Stavros: Artificial intelligence is not just that – ChatGPT is a huge hype because it's easy to see and play with. This is a part of AI that deals with generative stuff, e.g., creating a text piece. Does it seem absurd to write a pancake recipe if you've seen one million pancake recipes? Does it seem unreasonable if you've seen one million marketing messages on a certain topic to create a new one? ChatGPT has read all the marketing messages in the world until the end of 2021. It has read all the books available online, so - yes - it can write a book and - yes - it can write a news story. If you ask it now to write a news story about incidents that have happened in the center of Athens today, it will write it. Now, the post itself will look like many other articles it has read.
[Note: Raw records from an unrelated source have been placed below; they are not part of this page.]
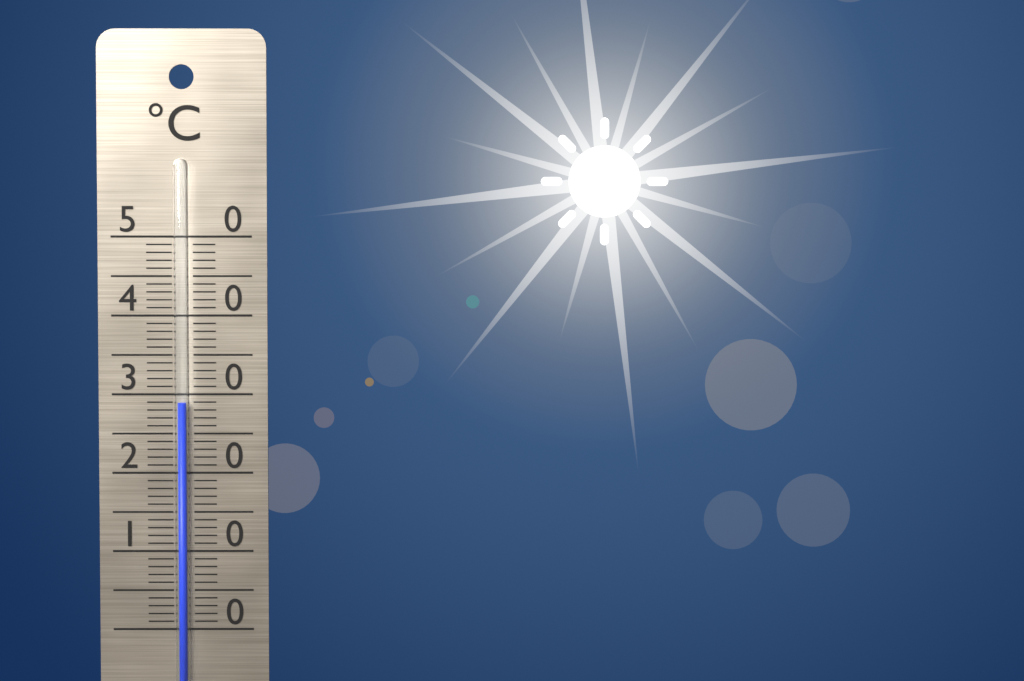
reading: 29 °C
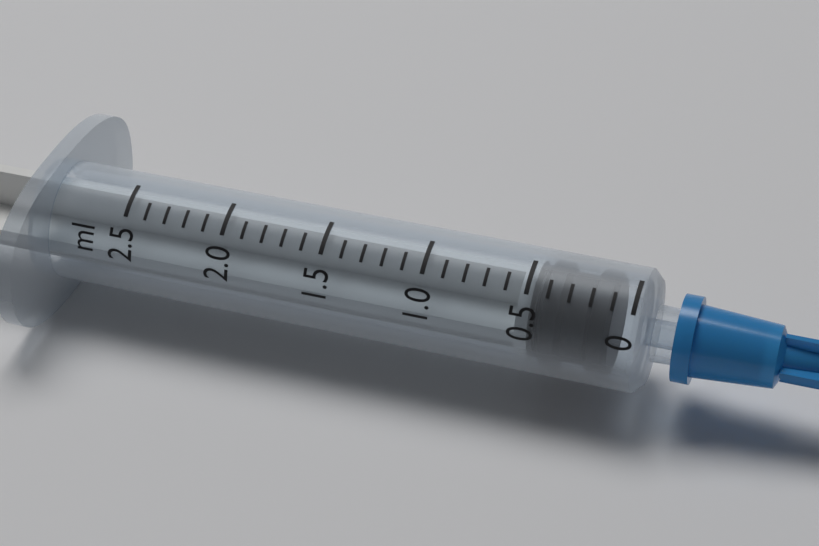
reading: 0.1 ml
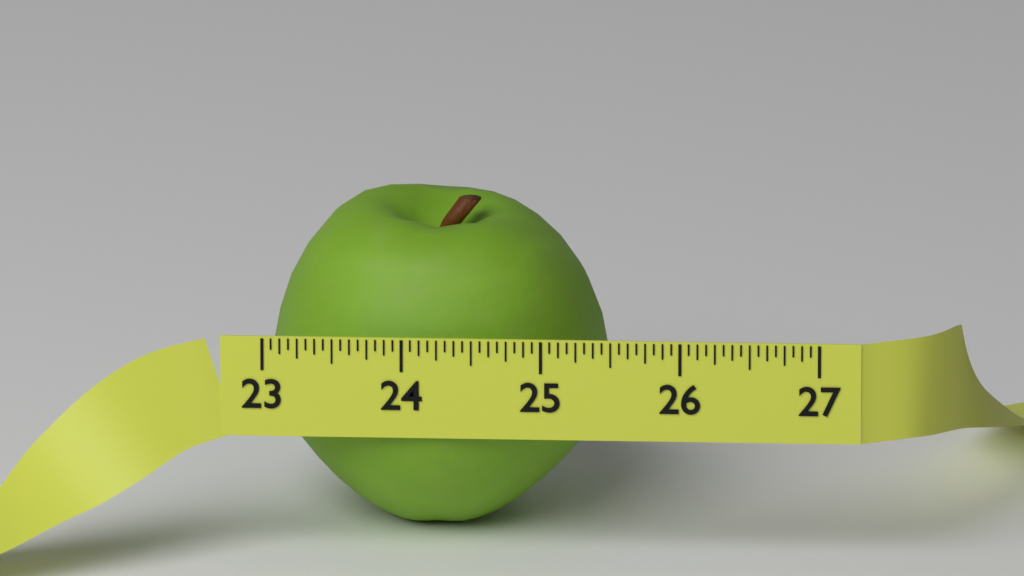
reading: 25.4375 (no unit)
There are other systems that you can ask them to create a drawing of a table and 2 frogs playing poker and they do it, without having seen this anywhere else before. This is another widely used application of generative AI.

There's another part of AI, based on similar technology, that's about categorizing and identifying things –  for example, in medicine. Let's say: "I've got these x-rays, is there any indication of some disease", or – the most ambitious example – "take this x-ray and tell me if there is any sign of cancer".

The list of use cases goes on. For example there's progress in finding faults in a factory production line. There are systems that study photos of the right products and compare them and when they see something that isn't right, they note it down. There are many things in AI that are leveraged in many ways – the generative part is just one case that is easier to appreciate  in a broader scope.

And regarding the benefit: Consider an office environment and the task of  putting a pile of documents into categories. If you have a junior assistant with no experience and you give them some guidelines they can easily do the job, it's kind of "non-creative" work. In these types of jobs AI is doing particularly well.

AV: Is the human factor at risk? Will jobs be lost?

Stavros: There are two answers that I really like that have been given by others. The first one is that these tools can also help beginners to learn – the learning curve with these tools is smoother compared to self-paced learning. And the second one, when one of the leaders of AI was asked about the automated generation of images by AI and whether machines will replace artists, he said that machines will replace artists who do not use such systems to assist them in their work.